SST members also wrote letters to the board of aldermen, demanding that they hold Redgate more accountable.
“The Board of Alderpersons must stop this downward spiral veiled as affordable housing, and demand that Redgate conform to our community standards, including fair pay for all workers,” wrote David Santana, a Somerville resident, construction worker, and member of the Metro Building Trades Council.
Board of Aldermen President Katjana Ballantyne emphasized that the board’s role is to facilitate discussion between unions and developers, but that ultimately they negotiate directly with one another.
“However, I have done everything as board president to allow this discussion to happen, by hosting a Labor Forum in January 2018 so union groups and the developer team could speak directly with one another,” she told Scout in an email. “I’ve arranged, facilitated and rescheduled Aldermen committee and regular meetings to ensure the Building Trades and developer teams could have time to converse and negotiate.”
The Mayor’s Office also notes “that while it is understandable that community members would request that the city require union labor of developers, it is not legal for the city to do so.”
At a May 31 vote, the Board of Aldermen approved Redgate’s proposal, which included agreeing to pay a minimum of $20 an hour for all labor and setting aside $2 million more for union contracts, which would make up 35 percent of the project, says Niedergang.
The board wanted more concessions from Redgate, but “because the housing was in such terrible shape, we ultimately voted for this because it was the only way to get it done given the shortage of public funds that are available for public housing redevelopment,” says Niedergang.
SST’s presence at the meetings “certainly had an impact,” he says.
“It’s a way of showing that there is broad public concern and broad public support for union issues in the city,” he adds.
Redgate Residential did not return request for comment.
Marianne Walles says that knowing the details of what developers are getting out of each deal matters.
As a social worker, Walles has plenty of experience talking to people about their housing concerns, but she’d never been part of an activist group until joining SST. Learning about the specifics, she’s become more passionate, she says, a transformation she hopes other residents will also experience.
Informed residents have more agency and a “seat at the table,” says Walles.
“Somerville Stands Together has forced the city and the officials to be more transparent, which makes residents have that second thought: ‘these are issues I need to pay more attention to,’” she adds.
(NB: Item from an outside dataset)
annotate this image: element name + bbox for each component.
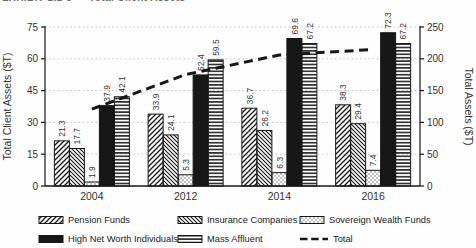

Involved residents can make demands, like calling for bigger affordable units, she says.
“There are very little three-bedroom affordable housing opportunities. What happens to larger families?” says Walles.
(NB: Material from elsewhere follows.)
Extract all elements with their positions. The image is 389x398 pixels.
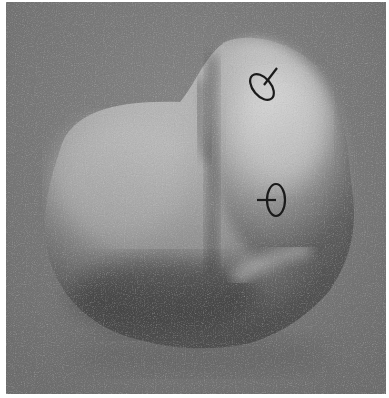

The group’s plans for the future involve door-knocking, writing op-eds, and attending more public meetings en masse. Whether they’ll form a 501(c)(3) or hire paid employees hasn’t been determined yet, says Jennewein.
SST’s bi-weekly steering meetings involve a diverse swath of people, she says.
“The meetings are intergenerational, with men and women in the room. There’s a social worker in the room, an iron worker, there’s me, all kinds of people,” says Jennewein, who works as a union organizer for Service Employees International Union as her day job.
Having diverse buy-in on the group’s objectives is crucial in building the movement, she says.
“There has been a lot of division in the past, pitting long-term residents versus the newer residents,” says Jennewein. “Many of the newer folks who are coming in agree that they want the Somerville that they’d heard of—[one that’s] diverse and has artists and crossing guards living on the same street. I think some of that kind of narrative of long-term residents versus newer residents is just a narrative,” she adds.
Before SST was formed, neighbors would gripe amongst themselves, “but there was no form or structure or groups to turn to,” she says.
“And SST gives that forum for people to come together—that’s the heart of it—giving the residents a forum,” she says.